Tag: Temple

  • To (and From) This Temple Where You Call Us…

    This portion of Solomon’s Prayer at the Dedication of the Temple (I Kings 8:27-30, 41-43) has always impressed me:

    “But will God indeed dwell on the earth? Even heaven and the highest heaven cannot contain you, much less this house that I have built! Regard your servant's prayer and his plea, O LORD my God, heeding the cry and the prayer that your servant prays to you today; that your eyes may be open night and day toward this house, the place of which you said, `My name shall be there,' that you may heed the prayer that your servant prays toward this place. Hear the plea of your servant and of your people Israel when they pray toward this place; O hear in heaven your dwelling place; heed and forgive.

     “Likewise when a foreigner, who is not of your people Israel, comes from a distant land because of your name — for they shall hear of your great name, your mighty hand, and your outstretched arm– when a foreigner comes and prays toward this house, then hear in heaven your dwelling place, and do according to all that the foreigner calls to you, so that all the peoples of the earth may know your name and fear you, as do your people Israel, and so that they may know that your name has been invoked on this house that I have built.”

    Like so many before and after him, Solomon erected a physical monument to mark a place where the Divine Presence had been manifested.  Thereafter, that place and that monument became revered as what some might call a “thin place” where the presence, mystery, and power of the Eternal could be experienced.  The Unseen Deity dwelt in a physical structure and those who came there to worship the Deity would have their prayers answered and the hungers of their hearts satisfied.

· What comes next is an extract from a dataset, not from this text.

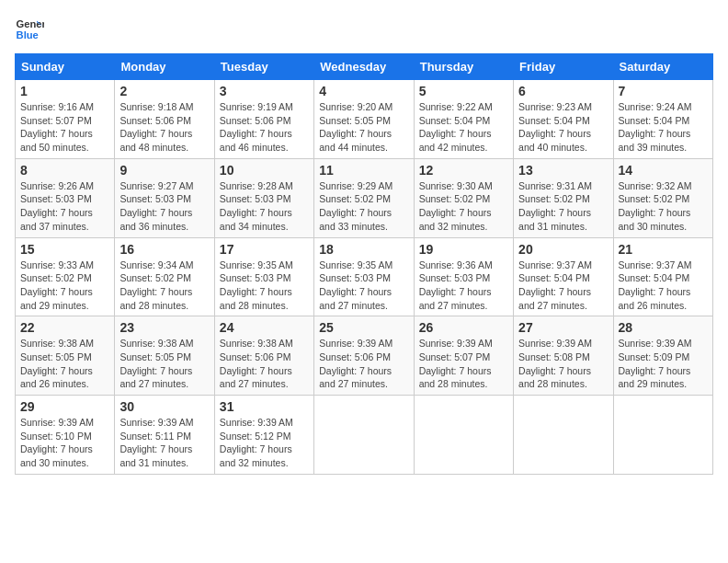  Describe the element at coordinates (463, 327) in the screenshot. I see `day-number: 26` at that location.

    What is especially fascinating to me is that Solomon, King of a specific and chosen race of people, makes it abundantly clear that the God whose glory dwelt in this physical Temple was not their private God.  This God of Israel also answers the prayers of foreigners who are not of God’s people Israel.  How often people who think of themselves as God’s own people have forgotten this kind of radically inclusive monotheism!

    Years ago, when Gay and I were visiting Grace Cathedral in San Francisco, I was impressed that they opened the great central doors in the west end of the Cathedral during the reading of the Gospel and at the time of the dismissal.  As the procession passed through the worshipping congregation during the singing of the last hymn, everyone turned around and faced that open door.  Then, at the end of the hymn, the Deacon gave the dismissal, “Let us go forth in the Name of Christ.”  And we all responded, “Thanks be to God.”

    I have borrowed that ceremonial custom in congregations where I have served, although people on the back pew have convinced me that there are some Sunday mornings when the weather is just too cold to open the doors.  It seems to me to be a powerful way to remind ourselves that the Gospel with which we have been entrusted is not meant to be confined to our beautiful sacred building, but is for the world beyond those doors.  When we are dismissed into that world, it reinforces the belief that the nourishment we have received in Word and Sacrament inside the house of worship is to fortify us for the work God has prepared for us to do outside in the mission field at our doorstep. What happens inside the edifice with the gathered congregation is in the service of the purpose we are to pursue as we scatter after worship.  It is not just to make us feel holy.  It is to make it possible for us to be witnesses to God's holiness in the living of our lives.

    As my mother used to say, "You may be the only bible some people ever read."

    Whenever the structures of Christianity, whether our buildings or our governance, become more important than God’s mission, we have drifted into idolatry.  The God we worship cannot be contained in our structures any more than in the highest heaven.  The God we worship is not our private God.  The God we worship took on human flesh in Jesus Christ, went to and from the Temple, and became the Temple so that all people could be drawn to him when we lift him up.  That is our mission, both inside and outside the structures we have created. 

    When these structures cease to serve that mission, we don’t need to tear them down.  But we do need to revise them so that they may be restored to their rightful purpose in service to the Creator, Sustainer, and Redeemer of all Creation.

    Ron Short Sig Blue

     

     

     

    P.S. – This great English hymn comes to mind, especially the second stanza.